HDSarah wrote:My pet peeve (ok, one of many!
) is the transformation of nouns into verbs. I was recently at a meeting where the leader kept saying ''We've been TASKED with . . .'' That one really grates on me for some reason.
You'll want to stay away from the Chinese languages, then.
The verbification (I don't dare say "verbing") of nouns is pretty common in English, too, though.
Would you never chair a meeting, table a discussion, fish for your supper, host a party, sandpaper a board, knife a friend in the back, ax a suggestion, dog an enemy, cat around town, worm your way out of a tight spot, vacuum a rug, string popcorn, paper a room, tile a floor, bomb a bunker, ship a package, cart firewood, truck vegetables to market, water a plant, number someone among your friends, finger a squealer, hand someone a napkin, eye a cutie pie, head a group, arm your forces, elbow (or shoulder, or nose) someone aside, book a suspect, tower over a child, lord it over a subordinate, shoe a horse, flour a countertop, light a lamp, gun down a rival, tongue a trumpet, trumpet your name to a crowd, fiddle while Rome burns, needle an opponent, cement a driveway, tar a road, score an opera, frost a cake, sugar your coffee, milk a cow, telephone a friend, poison an enemy, radio for help, skin a deer, ski down a mountain, circle the block, hammer a nail, or nail a board?
What's funny about "task" is that it derives from the Medieval Latin verb
taxare, "to tax", so it's actually a noun that is derived from a verb.
Its use to mean "to assign a task to" appears in my 1969
Random House Dictionary of the English Language, so it's not exactly new. This is not to say that the sample you quoted is not obnoxious bureaucratese, just that it's perfectly good English.
(That list was hard to come up with, although any English dictionary will show thousands of words that are both verbs and nouns. My
American Heritage seems to show many more nouns derived from verbs than the other way around.)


• **Work instruction**
Set down the records again, keeping each line exactly as it is.

• **Data records**
>>>>>
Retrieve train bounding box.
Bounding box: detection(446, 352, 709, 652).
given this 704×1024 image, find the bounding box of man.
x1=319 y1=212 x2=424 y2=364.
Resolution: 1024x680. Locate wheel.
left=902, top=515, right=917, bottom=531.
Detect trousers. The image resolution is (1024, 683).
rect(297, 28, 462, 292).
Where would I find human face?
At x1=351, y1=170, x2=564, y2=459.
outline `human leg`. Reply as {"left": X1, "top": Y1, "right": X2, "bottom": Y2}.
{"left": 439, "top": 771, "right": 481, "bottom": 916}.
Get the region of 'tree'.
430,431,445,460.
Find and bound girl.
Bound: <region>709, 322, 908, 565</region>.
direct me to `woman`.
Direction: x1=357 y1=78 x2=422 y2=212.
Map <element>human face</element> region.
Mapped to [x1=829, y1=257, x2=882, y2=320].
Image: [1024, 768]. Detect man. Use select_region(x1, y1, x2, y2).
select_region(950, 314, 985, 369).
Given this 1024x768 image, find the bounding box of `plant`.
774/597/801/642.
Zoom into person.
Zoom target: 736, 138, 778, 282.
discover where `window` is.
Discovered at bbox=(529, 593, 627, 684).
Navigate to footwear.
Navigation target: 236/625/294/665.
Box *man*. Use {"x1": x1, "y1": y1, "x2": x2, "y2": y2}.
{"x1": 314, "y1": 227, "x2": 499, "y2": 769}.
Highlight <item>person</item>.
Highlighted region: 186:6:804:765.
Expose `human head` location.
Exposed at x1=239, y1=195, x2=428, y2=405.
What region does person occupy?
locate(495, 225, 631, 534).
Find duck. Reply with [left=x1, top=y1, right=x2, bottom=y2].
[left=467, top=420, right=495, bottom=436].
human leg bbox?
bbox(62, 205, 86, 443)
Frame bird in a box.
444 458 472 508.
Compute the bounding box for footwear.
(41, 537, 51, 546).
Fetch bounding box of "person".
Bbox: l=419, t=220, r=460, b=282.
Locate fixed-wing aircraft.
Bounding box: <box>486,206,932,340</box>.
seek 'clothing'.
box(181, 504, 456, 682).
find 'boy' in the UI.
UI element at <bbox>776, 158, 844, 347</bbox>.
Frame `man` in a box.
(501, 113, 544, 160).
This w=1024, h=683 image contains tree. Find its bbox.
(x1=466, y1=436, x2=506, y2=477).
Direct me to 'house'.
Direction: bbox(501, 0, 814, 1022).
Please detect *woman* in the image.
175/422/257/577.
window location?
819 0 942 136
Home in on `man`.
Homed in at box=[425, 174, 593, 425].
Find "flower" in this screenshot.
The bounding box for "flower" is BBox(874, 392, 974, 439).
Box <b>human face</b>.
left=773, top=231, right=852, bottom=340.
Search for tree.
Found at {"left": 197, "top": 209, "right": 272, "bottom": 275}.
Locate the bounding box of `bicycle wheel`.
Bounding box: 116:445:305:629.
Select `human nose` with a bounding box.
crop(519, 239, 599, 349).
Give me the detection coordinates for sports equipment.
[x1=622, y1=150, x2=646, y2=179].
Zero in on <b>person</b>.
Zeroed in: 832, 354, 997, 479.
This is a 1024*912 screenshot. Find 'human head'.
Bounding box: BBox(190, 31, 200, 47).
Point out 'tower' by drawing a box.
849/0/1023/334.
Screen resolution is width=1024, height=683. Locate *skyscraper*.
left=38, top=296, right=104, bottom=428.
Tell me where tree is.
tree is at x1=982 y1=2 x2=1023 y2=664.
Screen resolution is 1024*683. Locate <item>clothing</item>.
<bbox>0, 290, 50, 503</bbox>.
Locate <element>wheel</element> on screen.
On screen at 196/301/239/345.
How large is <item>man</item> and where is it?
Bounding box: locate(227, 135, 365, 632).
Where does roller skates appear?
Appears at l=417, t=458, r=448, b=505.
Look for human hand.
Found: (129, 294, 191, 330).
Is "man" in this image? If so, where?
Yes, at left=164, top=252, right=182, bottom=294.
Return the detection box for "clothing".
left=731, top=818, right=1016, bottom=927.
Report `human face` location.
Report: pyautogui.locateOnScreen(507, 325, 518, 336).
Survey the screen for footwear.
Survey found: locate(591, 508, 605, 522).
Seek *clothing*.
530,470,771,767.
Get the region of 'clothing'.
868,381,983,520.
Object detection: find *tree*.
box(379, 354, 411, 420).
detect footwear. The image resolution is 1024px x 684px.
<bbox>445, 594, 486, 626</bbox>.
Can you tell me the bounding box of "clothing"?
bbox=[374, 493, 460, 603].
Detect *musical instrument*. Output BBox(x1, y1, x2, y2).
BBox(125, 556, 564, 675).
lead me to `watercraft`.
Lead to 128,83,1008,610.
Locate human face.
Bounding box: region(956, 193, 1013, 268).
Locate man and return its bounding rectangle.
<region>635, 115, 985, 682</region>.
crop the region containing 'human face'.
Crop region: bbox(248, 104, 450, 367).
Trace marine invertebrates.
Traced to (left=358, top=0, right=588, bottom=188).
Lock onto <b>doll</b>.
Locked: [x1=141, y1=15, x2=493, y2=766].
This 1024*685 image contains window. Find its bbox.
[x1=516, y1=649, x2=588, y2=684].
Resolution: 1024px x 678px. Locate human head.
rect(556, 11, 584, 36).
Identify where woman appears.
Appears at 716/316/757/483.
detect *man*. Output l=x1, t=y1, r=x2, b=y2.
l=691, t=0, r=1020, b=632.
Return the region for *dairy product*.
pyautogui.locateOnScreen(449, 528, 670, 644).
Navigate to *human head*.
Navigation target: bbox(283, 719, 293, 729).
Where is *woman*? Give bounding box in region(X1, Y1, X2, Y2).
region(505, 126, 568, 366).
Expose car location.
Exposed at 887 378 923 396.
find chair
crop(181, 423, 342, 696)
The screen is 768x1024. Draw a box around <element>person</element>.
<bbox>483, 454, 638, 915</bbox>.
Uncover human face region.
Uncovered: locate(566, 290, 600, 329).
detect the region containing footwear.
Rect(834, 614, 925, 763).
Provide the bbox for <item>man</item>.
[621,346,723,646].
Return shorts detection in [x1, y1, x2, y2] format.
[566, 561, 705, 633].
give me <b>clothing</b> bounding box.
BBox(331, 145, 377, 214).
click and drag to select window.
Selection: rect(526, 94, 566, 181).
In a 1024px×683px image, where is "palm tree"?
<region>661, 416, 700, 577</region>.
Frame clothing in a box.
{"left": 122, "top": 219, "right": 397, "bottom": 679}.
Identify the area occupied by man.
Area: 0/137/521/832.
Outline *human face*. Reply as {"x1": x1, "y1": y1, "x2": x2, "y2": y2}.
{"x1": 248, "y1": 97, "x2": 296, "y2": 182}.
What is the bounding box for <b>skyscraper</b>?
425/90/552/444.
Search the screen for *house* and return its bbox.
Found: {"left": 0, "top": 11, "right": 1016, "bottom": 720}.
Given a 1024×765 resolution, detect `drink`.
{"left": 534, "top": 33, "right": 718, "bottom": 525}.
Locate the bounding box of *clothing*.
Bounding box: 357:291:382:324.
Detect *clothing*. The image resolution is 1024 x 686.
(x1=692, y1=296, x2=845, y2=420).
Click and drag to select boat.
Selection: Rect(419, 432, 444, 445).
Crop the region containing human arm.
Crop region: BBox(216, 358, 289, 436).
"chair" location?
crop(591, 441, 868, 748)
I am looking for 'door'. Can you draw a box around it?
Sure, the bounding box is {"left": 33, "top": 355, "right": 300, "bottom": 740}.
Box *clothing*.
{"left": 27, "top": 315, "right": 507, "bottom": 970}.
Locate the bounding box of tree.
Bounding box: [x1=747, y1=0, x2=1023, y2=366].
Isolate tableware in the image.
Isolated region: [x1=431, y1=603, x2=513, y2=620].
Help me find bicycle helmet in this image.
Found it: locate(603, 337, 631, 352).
<<<<<
• **Answer space**
Retrieve train bounding box.
Bounding box: detection(446, 352, 709, 652).
given this 704×1024 image, find the bounding box of man.
x1=319 y1=212 x2=424 y2=364.
Resolution: 1024x680. Locate wheel.
left=902, top=515, right=917, bottom=531.
Detect trousers. The image resolution is (1024, 683).
rect(297, 28, 462, 292).
Where would I find human face?
At x1=351, y1=170, x2=564, y2=459.
outline `human leg`. Reply as {"left": X1, "top": Y1, "right": X2, "bottom": Y2}.
{"left": 439, "top": 771, "right": 481, "bottom": 916}.
Get the region of 'tree'.
430,431,445,460.
Find and bound girl.
Bound: <region>709, 322, 908, 565</region>.
direct me to `woman`.
Direction: x1=357 y1=78 x2=422 y2=212.
Map <element>human face</element> region.
Mapped to [x1=829, y1=257, x2=882, y2=320].
Image: [1024, 768]. Detect man. Use select_region(x1, y1, x2, y2).
select_region(950, 314, 985, 369).
Given this 1024x768 image, find the bounding box of `plant`.
774/597/801/642.
Zoom into person.
Zoom target: 736, 138, 778, 282.
discover where `window` is.
Discovered at bbox=(529, 593, 627, 684).
Navigate to footwear.
Navigation target: 236/625/294/665.
Box *man*. Use {"x1": x1, "y1": y1, "x2": x2, "y2": y2}.
{"x1": 314, "y1": 227, "x2": 499, "y2": 769}.
Highlight <item>person</item>.
Highlighted region: 186:6:804:765.
Expose `human head` location.
Exposed at x1=239, y1=195, x2=428, y2=405.
What region does person occupy?
locate(495, 225, 631, 534).
Find duck. Reply with [left=x1, top=y1, right=x2, bottom=y2].
[left=467, top=420, right=495, bottom=436].
human leg bbox?
bbox(62, 205, 86, 443)
Frame bird in a box.
444 458 472 508.
Compute the bounding box for footwear.
(41, 537, 51, 546).
Fetch bounding box of "person".
Bbox: l=419, t=220, r=460, b=282.
Locate fixed-wing aircraft.
Bounding box: <box>486,206,932,340</box>.
seek 'clothing'.
box(181, 504, 456, 682).
find 'boy' in the UI.
UI element at <bbox>776, 158, 844, 347</bbox>.
Frame `man` in a box.
(501, 113, 544, 160).
This w=1024, h=683 image contains tree. Find its bbox.
(x1=466, y1=436, x2=506, y2=477).
Direct me to 'house'.
Direction: bbox(501, 0, 814, 1022).
Please detect *woman* in the image.
175/422/257/577.
window location?
819 0 942 136
Home in on `man`.
Homed in at box=[425, 174, 593, 425].
Find "flower" in this screenshot.
The bounding box for "flower" is BBox(874, 392, 974, 439).
Box <b>human face</b>.
left=773, top=231, right=852, bottom=340.
Search for tree.
Found at {"left": 197, "top": 209, "right": 272, "bottom": 275}.
Locate the bounding box of `bicycle wheel`.
Bounding box: 116:445:305:629.
Select `human nose` with a bounding box.
crop(519, 239, 599, 349).
Give me the detection coordinates for sports equipment.
[x1=622, y1=150, x2=646, y2=179].
Zero in on <b>person</b>.
Zeroed in: 832, 354, 997, 479.
This is a 1024*912 screenshot. Find 'human head'.
Bounding box: BBox(190, 31, 200, 47).
Point out 'tower' by drawing a box.
849/0/1023/334.
Screen resolution is width=1024, height=683. Locate *skyscraper*.
left=38, top=296, right=104, bottom=428.
Tell me where tree is.
tree is at x1=982 y1=2 x2=1023 y2=664.
Screen resolution is 1024*683. Locate <item>clothing</item>.
<bbox>0, 290, 50, 503</bbox>.
Locate <element>wheel</element> on screen.
On screen at 196/301/239/345.
How large is <item>man</item> and where is it?
Bounding box: locate(227, 135, 365, 632).
Where does roller skates appear?
Appears at l=417, t=458, r=448, b=505.
Look for human hand.
Found: (129, 294, 191, 330).
Is "man" in this image? If so, where?
Yes, at left=164, top=252, right=182, bottom=294.
Return the detection box for "clothing".
left=731, top=818, right=1016, bottom=927.
Report `human face` location.
Report: pyautogui.locateOnScreen(507, 325, 518, 336).
Survey the screen for footwear.
Survey found: locate(591, 508, 605, 522).
Seek *clothing*.
530,470,771,767.
Get the region of 'clothing'.
868,381,983,520.
Object detection: find *tree*.
box(379, 354, 411, 420).
detect footwear. The image resolution is 1024px x 684px.
<bbox>445, 594, 486, 626</bbox>.
Can you tell me the bounding box of "clothing"?
bbox=[374, 493, 460, 603].
Detect *musical instrument*. Output BBox(x1, y1, x2, y2).
BBox(125, 556, 564, 675).
lead me to `watercraft`.
Lead to 128,83,1008,610.
Locate human face.
Bounding box: region(956, 193, 1013, 268).
Locate man and return its bounding rectangle.
<region>635, 115, 985, 682</region>.
crop the region containing 'human face'.
Crop region: bbox(248, 104, 450, 367).
Trace marine invertebrates.
Traced to (left=358, top=0, right=588, bottom=188).
Lock onto <b>doll</b>.
Locked: [x1=141, y1=15, x2=493, y2=766].
This 1024*685 image contains window. Find its bbox.
[x1=516, y1=649, x2=588, y2=684].
Resolution: 1024px x 678px. Locate human head.
rect(556, 11, 584, 36).
Identify where woman appears.
Appears at 716/316/757/483.
detect *man*. Output l=x1, t=y1, r=x2, b=y2.
l=691, t=0, r=1020, b=632.
Return the region for *dairy product*.
pyautogui.locateOnScreen(449, 528, 670, 644).
Navigate to *human head*.
Navigation target: bbox(283, 719, 293, 729).
Where is *woman*? Give bounding box in region(X1, Y1, X2, Y2).
region(505, 126, 568, 366).
Expose car location.
Exposed at 887 378 923 396.
find chair
crop(181, 423, 342, 696)
The screen is 768x1024. Draw a box around <element>person</element>.
<bbox>483, 454, 638, 915</bbox>.
Uncover human face region.
Uncovered: locate(566, 290, 600, 329).
detect the region containing footwear.
Rect(834, 614, 925, 763).
Provide the bbox for <item>man</item>.
[621,346,723,646].
Return shorts detection in [x1, y1, x2, y2] format.
[566, 561, 705, 633].
give me <b>clothing</b> bounding box.
BBox(331, 145, 377, 214).
click and drag to select window.
Selection: rect(526, 94, 566, 181).
In a 1024px×683px image, where is "palm tree"?
<region>661, 416, 700, 577</region>.
Frame clothing in a box.
{"left": 122, "top": 219, "right": 397, "bottom": 679}.
Identify the area occupied by man.
Area: 0/137/521/832.
Outline *human face*. Reply as {"x1": x1, "y1": y1, "x2": x2, "y2": y2}.
{"x1": 248, "y1": 97, "x2": 296, "y2": 182}.
What is the bounding box for <b>skyscraper</b>?
425/90/552/444.
Search the screen for *house* and return its bbox.
Found: {"left": 0, "top": 11, "right": 1016, "bottom": 720}.
Given a 1024×765 resolution, detect `drink`.
{"left": 534, "top": 33, "right": 718, "bottom": 525}.
Locate the bounding box of *clothing*.
Bounding box: 357:291:382:324.
Detect *clothing*. The image resolution is 1024 x 686.
(x1=692, y1=296, x2=845, y2=420).
Click and drag to select boat.
Selection: Rect(419, 432, 444, 445).
Crop the region containing human arm.
Crop region: BBox(216, 358, 289, 436).
"chair" location?
crop(591, 441, 868, 748)
I am looking for 'door'. Can you draw a box around it?
Sure, the bounding box is {"left": 33, "top": 355, "right": 300, "bottom": 740}.
Box *clothing*.
{"left": 27, "top": 315, "right": 507, "bottom": 970}.
Locate the bounding box of tree.
Bounding box: [x1=747, y1=0, x2=1023, y2=366].
Isolate tableware in the image.
Isolated region: [x1=431, y1=603, x2=513, y2=620].
Help me find bicycle helmet in this image.
Found it: locate(603, 337, 631, 352).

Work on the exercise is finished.